After Craig broke up Krutov’s pass, the Americans cleared their zone and tried to settle themselves. As Mark Wells, the fourth-line center, flipped the puck in, defenseman Jack O’Callahan skated hard and deep into the Soviet end, lining up Pervukhin along the boards and hitting him with a crushing check, the crowd roaring in delight even as O’Callahan went crashing to the ice. Pervukhin somehow stayed on his feet. O’Callahan got up and skated off.

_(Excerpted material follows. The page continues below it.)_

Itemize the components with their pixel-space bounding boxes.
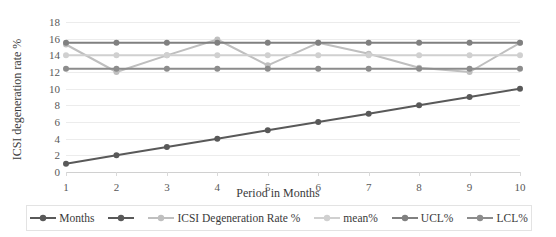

“You okay?” a couple of teammates asked. O’Callahan gave a little nod. He wasn’t okay. He was great. He was playing hockey again, and that was far from certain only a week earlier. O’Callahan had suffered ligament damage in his knee after absorbing a hard check from Valery Vasiliev in the Garden game, an injury that left him highly questionable for the Olympics. Brooks had to submit the final Olympic roster with twenty names on it less than forty-eight hours later, and there was no changing it after that. If he stuck with O’Callahan and he couldn’t play, it would be a wasted spot and would leave the team with only five defensemen. If he called back Harvard’s Jack Hughes, a defenseman who had been a late cut after spending six months with the team, and then O’Callahan made a quick recovery, he’d be depriving the team of a gritty and galvanizing back-line presence and capable puck-carrier. Brooks loved O’Callahan’s toughness, and the depth of his commitment, and early on recognized he could use these traits, and O’Callahan’s natural charisma, to reach other players. Brooks called O’Callahan during the beginning of the Olympic run-up and hatched a plan: “When I call you O’Cee and I rip into you, I’m really just trying to send a message to the team. When I call you Jack, then I am talking to you.” O’Callahan made sure he listened well. The medical staff was optimistic O’Callahan could get back for the second week. Brooks decided to keep him.